In one sentence
JSON-LD (JSON for Linked Data) is the "syntax" format for embedding Schema.org structured data into a web page. It is written in JSON inside HTML <script> tags.
What does this look like in practice?
You embed it on, say, a blog article page like this:
<script type="application/ld+json">
{
"@context": "https://schema.org",
"@type": "Article",
"headline": "What is GEO?",
"datePublished": "2026-05-24",
"author": {
"@type": "Organization",
"name": "GEO Meter Editorial Team"
}
}
</script>
Just by writing this, both AI (Claude / ChatGPT / Gemini) and Google understand: "This article was written by the GEO Meter Editorial Team on 2026-05-24."
Why JSON-LD is the best choice (comparison with other formats)
There are three ways to write Schema.org:
| Format | Characteristics | Recommendation |
|---|---|---|
| JSON-LD | Written as JSON in <script> tags. Separated from HTML | (Google also recommends) |
| Microdata | Embedded directly into HTML attributes | |
| RDFa | Written in HTML attributes |
Because JSON-LD is separated from the HTML, it:
- Is easier to maintain
- Is reliably parsed by AI / Google
- Does not clutter the HTML
Where to write it
Either inside <head> or at the end of <body> is fine. Generally, it is written inside <head>.
For details, see Schema.org and Article Schema.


*What the task asks*
Among the lines of the material, copy those that hold the string "each".

··· Information supplied

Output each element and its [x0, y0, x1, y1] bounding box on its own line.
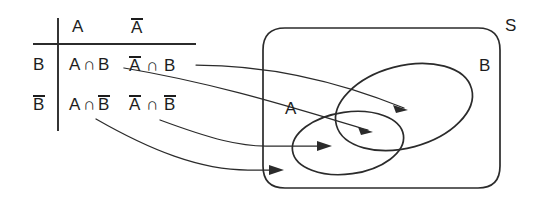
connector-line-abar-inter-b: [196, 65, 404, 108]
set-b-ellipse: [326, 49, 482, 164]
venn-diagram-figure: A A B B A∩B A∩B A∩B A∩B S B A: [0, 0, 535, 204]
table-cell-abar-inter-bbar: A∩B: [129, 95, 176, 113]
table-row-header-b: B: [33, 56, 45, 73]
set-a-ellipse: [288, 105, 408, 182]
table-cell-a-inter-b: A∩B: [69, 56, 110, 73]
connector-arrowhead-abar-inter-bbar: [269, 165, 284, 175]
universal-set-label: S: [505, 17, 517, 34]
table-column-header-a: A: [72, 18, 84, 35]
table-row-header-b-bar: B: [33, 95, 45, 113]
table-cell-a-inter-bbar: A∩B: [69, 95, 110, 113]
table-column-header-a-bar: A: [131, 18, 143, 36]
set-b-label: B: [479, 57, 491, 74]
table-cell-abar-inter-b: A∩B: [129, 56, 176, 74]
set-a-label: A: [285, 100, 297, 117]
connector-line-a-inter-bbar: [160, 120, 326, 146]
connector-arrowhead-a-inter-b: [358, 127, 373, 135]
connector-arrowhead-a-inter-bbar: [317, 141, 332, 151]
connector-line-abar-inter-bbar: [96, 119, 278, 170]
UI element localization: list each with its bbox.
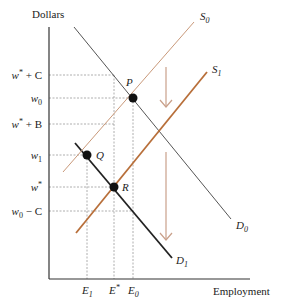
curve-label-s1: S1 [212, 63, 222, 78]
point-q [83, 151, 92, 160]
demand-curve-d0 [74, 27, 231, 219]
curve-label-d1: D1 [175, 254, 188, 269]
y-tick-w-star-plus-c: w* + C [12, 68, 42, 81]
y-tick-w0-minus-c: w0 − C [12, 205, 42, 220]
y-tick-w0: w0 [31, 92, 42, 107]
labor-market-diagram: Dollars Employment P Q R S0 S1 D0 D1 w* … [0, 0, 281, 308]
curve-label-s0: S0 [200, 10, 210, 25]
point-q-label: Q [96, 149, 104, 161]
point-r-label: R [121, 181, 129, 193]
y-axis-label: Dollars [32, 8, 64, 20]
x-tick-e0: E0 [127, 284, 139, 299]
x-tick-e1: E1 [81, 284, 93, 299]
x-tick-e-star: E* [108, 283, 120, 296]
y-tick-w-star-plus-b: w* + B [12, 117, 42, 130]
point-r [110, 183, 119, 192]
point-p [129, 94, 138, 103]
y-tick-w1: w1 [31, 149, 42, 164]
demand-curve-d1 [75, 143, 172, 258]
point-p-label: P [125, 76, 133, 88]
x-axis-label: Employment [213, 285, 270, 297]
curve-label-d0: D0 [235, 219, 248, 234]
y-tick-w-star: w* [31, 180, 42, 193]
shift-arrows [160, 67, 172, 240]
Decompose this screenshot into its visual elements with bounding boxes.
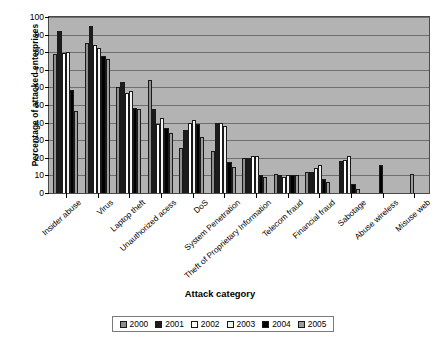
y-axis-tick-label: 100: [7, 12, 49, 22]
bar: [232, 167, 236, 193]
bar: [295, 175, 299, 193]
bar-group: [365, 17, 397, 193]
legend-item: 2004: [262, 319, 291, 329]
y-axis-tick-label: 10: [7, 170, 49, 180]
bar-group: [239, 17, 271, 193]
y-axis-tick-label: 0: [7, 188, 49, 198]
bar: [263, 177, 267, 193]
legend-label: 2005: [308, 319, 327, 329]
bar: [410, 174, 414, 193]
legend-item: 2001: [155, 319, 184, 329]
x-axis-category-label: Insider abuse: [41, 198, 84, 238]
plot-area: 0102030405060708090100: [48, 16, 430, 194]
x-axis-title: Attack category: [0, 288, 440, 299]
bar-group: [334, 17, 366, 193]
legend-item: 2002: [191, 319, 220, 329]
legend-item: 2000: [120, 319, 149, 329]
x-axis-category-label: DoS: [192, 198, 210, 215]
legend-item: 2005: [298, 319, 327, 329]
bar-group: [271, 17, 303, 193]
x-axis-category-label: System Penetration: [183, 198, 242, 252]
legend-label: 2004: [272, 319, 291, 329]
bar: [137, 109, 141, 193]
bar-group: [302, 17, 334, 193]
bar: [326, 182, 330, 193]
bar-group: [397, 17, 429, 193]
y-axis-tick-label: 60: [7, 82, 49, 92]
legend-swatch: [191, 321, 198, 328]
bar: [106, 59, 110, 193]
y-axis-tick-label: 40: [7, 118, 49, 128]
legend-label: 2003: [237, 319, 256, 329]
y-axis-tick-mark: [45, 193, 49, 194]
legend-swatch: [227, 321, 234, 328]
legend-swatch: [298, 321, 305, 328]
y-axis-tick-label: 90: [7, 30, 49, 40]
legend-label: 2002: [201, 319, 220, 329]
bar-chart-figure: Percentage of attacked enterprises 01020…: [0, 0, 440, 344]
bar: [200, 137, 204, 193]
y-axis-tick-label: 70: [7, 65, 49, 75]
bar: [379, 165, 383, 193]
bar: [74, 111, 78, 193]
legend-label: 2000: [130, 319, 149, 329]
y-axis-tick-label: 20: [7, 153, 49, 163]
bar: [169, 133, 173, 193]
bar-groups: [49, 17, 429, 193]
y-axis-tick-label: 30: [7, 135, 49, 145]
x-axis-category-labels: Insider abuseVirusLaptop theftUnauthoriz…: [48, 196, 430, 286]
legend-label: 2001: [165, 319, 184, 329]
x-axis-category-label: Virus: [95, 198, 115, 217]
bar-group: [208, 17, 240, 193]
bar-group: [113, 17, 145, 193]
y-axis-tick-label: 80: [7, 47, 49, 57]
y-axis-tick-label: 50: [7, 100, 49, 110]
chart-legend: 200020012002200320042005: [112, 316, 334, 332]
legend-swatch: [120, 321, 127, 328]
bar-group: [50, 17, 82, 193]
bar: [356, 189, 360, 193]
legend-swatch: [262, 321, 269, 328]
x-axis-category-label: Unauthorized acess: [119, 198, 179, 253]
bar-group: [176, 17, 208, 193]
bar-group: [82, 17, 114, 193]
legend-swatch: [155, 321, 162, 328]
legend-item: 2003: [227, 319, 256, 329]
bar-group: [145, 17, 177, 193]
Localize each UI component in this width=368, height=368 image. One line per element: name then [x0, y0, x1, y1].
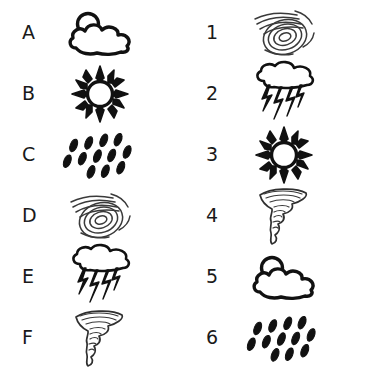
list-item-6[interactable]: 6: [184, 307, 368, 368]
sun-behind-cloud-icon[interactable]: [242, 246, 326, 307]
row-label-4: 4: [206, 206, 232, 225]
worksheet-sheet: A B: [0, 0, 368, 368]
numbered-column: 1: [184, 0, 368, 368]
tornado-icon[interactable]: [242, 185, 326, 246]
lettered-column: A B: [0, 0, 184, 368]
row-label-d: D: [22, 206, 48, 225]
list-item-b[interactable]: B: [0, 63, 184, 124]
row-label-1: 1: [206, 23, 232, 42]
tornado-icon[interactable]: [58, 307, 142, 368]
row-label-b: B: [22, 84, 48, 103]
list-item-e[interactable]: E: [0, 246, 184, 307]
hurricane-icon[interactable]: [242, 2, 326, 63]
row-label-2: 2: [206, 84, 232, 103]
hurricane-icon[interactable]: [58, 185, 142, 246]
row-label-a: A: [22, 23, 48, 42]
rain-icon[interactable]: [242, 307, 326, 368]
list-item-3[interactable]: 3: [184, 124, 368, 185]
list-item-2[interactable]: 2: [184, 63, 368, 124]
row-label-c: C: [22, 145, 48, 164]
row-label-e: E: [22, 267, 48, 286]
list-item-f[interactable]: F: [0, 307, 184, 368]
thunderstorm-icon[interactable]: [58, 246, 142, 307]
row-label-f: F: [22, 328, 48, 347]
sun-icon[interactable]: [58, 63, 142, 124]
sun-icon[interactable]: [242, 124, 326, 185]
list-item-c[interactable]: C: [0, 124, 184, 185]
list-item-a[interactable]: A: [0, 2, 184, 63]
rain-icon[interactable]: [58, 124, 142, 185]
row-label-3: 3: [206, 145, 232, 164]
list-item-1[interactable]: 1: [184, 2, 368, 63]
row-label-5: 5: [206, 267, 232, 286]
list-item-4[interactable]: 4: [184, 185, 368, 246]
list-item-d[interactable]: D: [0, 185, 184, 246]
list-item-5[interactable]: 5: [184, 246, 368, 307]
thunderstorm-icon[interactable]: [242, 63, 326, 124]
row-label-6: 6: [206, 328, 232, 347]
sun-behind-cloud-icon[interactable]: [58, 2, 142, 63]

······

*Answer to this task*
Output each element and its [x0, y0, x1, y1] bounding box on its own line.
UI element localization: list each with its bbox.
Localize each UI component in this width=368, height=368 image. One line per element: name then [x0, y0, x1, y1].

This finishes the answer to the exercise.